WHY AM I DOING THIS?
I was sheltering in a bothy on the Great Glen Way in August 2017 when I decided that one day I would do a big walk. As the rain poured down and we were huddling together to avoid getting more soaked than necessary, David and I started to chat to the other walkers. Two were youngsters who'd been camping and were covered in midge bites from the previous night. The other was an older American man who talked passionately about the joy of walking the Appalachian Trail. Over 2000 miles of walking.
I know that we talk about lightbulb moments, and the idea is a cliche, but that's what it felt like. The Appalachian trail is too far away for me to do, for now at least, but I thought that I could do my own trail, in my own country. And that it could be as exciting for me as it was to the unnamed man about whom I still think a lot.

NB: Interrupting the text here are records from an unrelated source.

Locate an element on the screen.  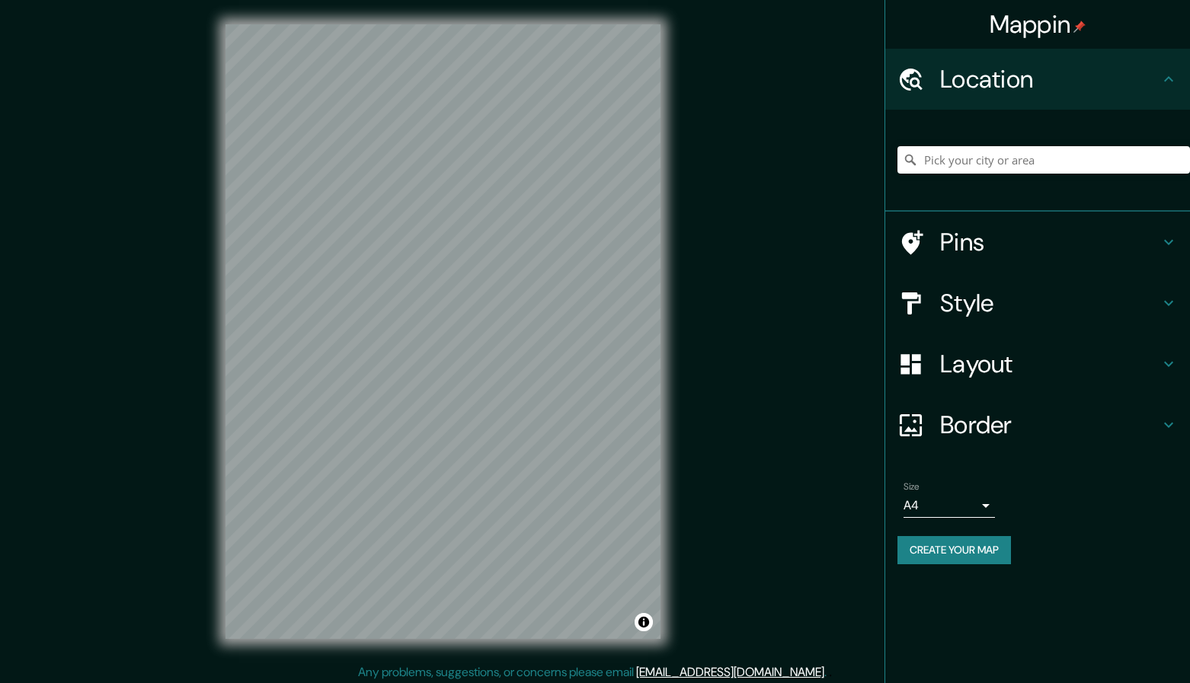
h4: Style is located at coordinates (1050, 303).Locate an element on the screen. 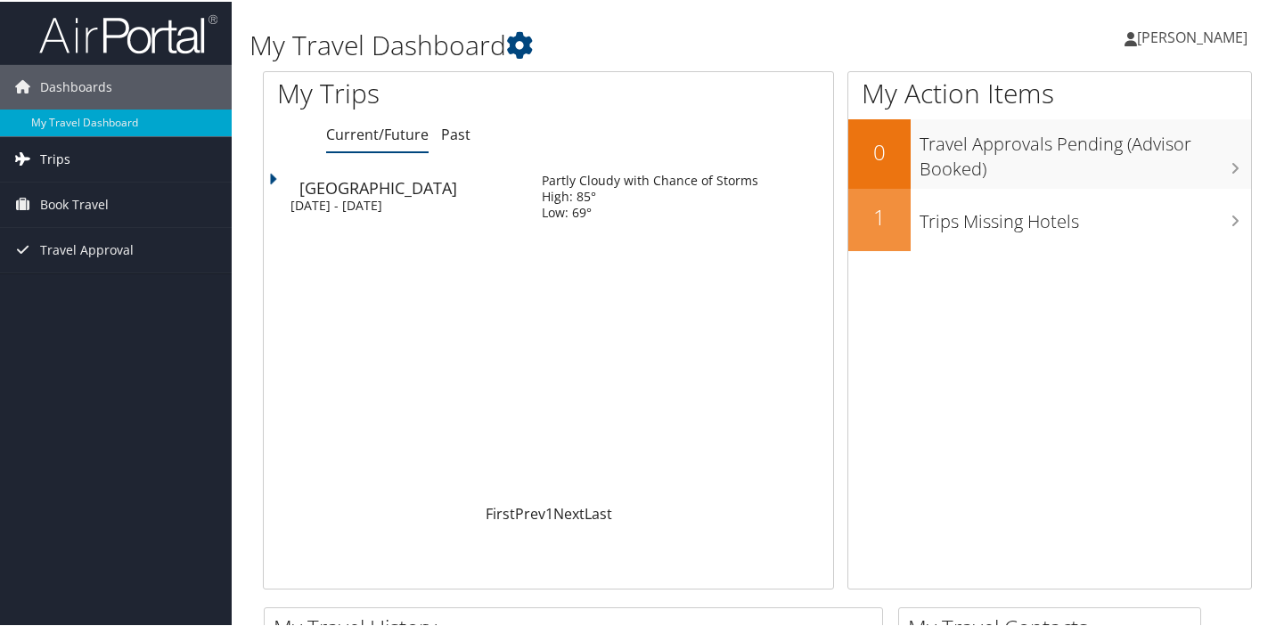  h1: My Trips is located at coordinates (429, 92).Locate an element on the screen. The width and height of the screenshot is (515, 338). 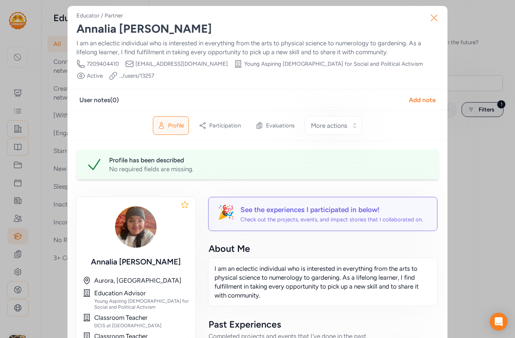
div: Check out the projects, events, and impact stories that I collaborated on. is located at coordinates (332, 219).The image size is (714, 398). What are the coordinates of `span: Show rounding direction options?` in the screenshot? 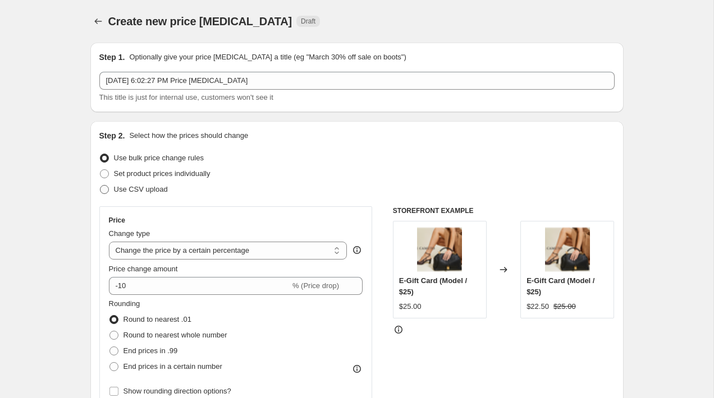 It's located at (177, 391).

So ever since then I've been planning my adventure. My initial plan was to take a term's sabbatical from work, and then return to school. But I realised that my taste of freedom might mean I wouldn't want to return, so I delayed my departure until after I'd retired from teaching. It then became a way of marking the end of 35 years of teaching, with 25 years in the same school. I was going to eventually continue with all of my other jobs, as a choral director, animateur and director of large music festivals, but for four months in 2020 I planned to step out of my life to walk from John O Groats to Lands End.
But then, of course, the pandemic forced us all to step out of our lives. A few weeks before I was due to start, we were locked down, and all my plans, like everyone’s, were ruined. The training stopped abruptly and my only walking was for the hour’s authorised exercise that we could do within our area.
2021 felt too uncertain to set up the walk again - I couldn’t bear the idea of it having to be cancelled and to go through more disappointment. So instead I did an interim walk, completing the Coast to Coast over 17 days last summer in the heatwave. This was a fantastic experience, about which I’ve written here. It taught me that I am resilient enough to keep going when things feel pretty tough, and that I could cope with, indeed I enjoyed the experience of a solo adventure, albeit a much shorter one than this.
For I’d always planned to do this mainly on my own. I love my friends and family very much, but I wanted to plan my walk the way I wanted to do it. I'm very lucky that many have said that they want to come and keep me company, and walk alongside me for a while, but essentially this is my adventure. With the excitement of that will undoubtedly come added challenges, on top of the physical exertion, of finding out how I cope with long periods on my own.
With the relaxation of the Covid mitigations, I could consider the big walk again. For various reasons I’ve reversed the original journey, now walking South to North. I’ve also adjusted the route a little, making the average walking day a little longer than in the original plan - learning from the C2C that I’m capable of slightly longer days. The adventure will run from the beginning of June till towards the end of September. Instead of marking the end of teaching, it now marks me turning 60 this year. Feels like a great way to do that.
This blog is intended to be a record for me of the journey, both physically and mentally, and also a way of people keeping up with what I'm doing. In itself writing it will be a challenge, but I learnt a lot from writing the blog last year, it was a great way of processing what I’d been doing, given I mainly didn’t have people to talk it through with. I discovered that I enjoyed writing, and also, to my surprise, others seemed to enjoy reading it.